Neither of them can quite see that the normal humans around them aren't that interesting. Several anonymous BPRD agents serve as cannon fodder in a battle against tooth fairies and other dark beasties, but Hellboy's main "normal" contact is the unctuous Tom Manning (Jeffrey Tambor), more simpering bureaucrat than real man.

That theme gets a little heavy-handed when the ectoplasmic man Johann Krauss (Seth MacFarlane) steps in to assume command. Though MacFarlane actually tries to be subtle in his vocal characterization, the script just won't let him. Hellboy immediately makes the connection to Nazism, a few jokes get made at the expense of his accent, and he makes a character shift that serves the plot and theme, but not the actual character.

Still, this film plays more strongly than the first. It's easy to get swept along in the action, which Del Toro rarely lets flag. He's not quite as enamored of his creations this time around, which leaves us wanting more of them, of course, but also makes sure it's worth watching The Golden Army a second or third time to catch more.

The editing, by Bernat Vilaplana, has a bit of jerkiness to it, which could either be a problem or just adding to a vague unsettling feeling while watching.
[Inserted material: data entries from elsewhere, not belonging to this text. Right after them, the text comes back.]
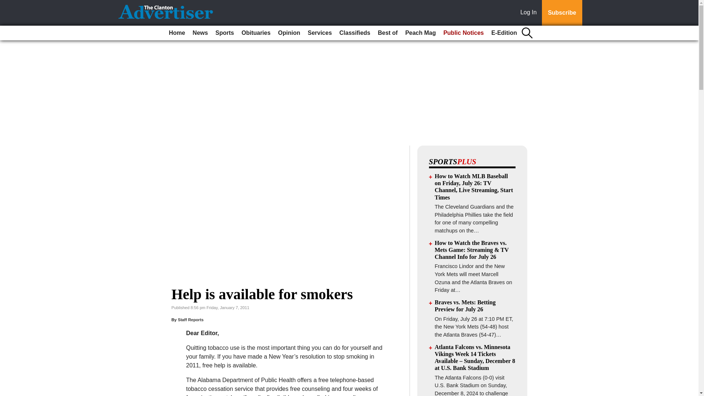  What do you see at coordinates (256, 33) in the screenshot?
I see `Obituaries` at bounding box center [256, 33].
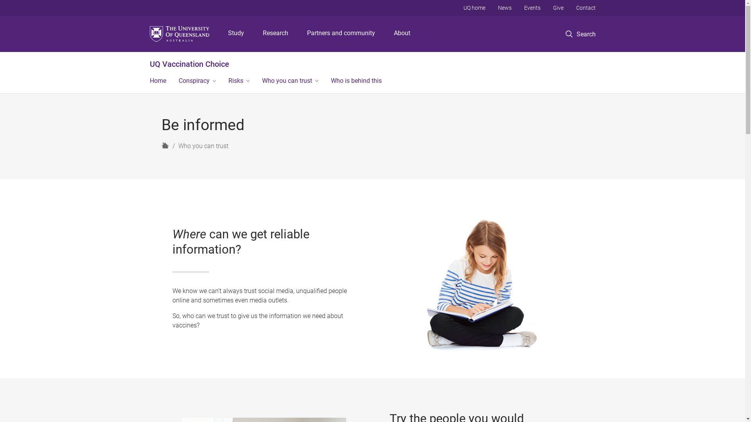  Describe the element at coordinates (588, 61) in the screenshot. I see `Search` at that location.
Then again, Hellboy himself is constantly vaguely unsettled.

You can see that reflected in Perlman's eyes. He's having fun, and he knows this is the role of a lifetime. So deeply does he sink into Hellboy that it's jarring seeing publicity photos of his normal face.

Another actor getting the chance of a lifetime is Jones, finally playing a major character fully. This time he gets to voice Abe Sapien, not just embody him. In addition, he plays a couple of other denizens of the supernatural world, underscoring his strange grace as an actor.

It all sweeps toward an inevitable Hellboy III, but not in an unsatisfying cliffhanger way. Clearly, Del Toro has planted seeds (of destruction) that he wants to see bear fruit, and The Golden Army makes a case that we should want to see them, too.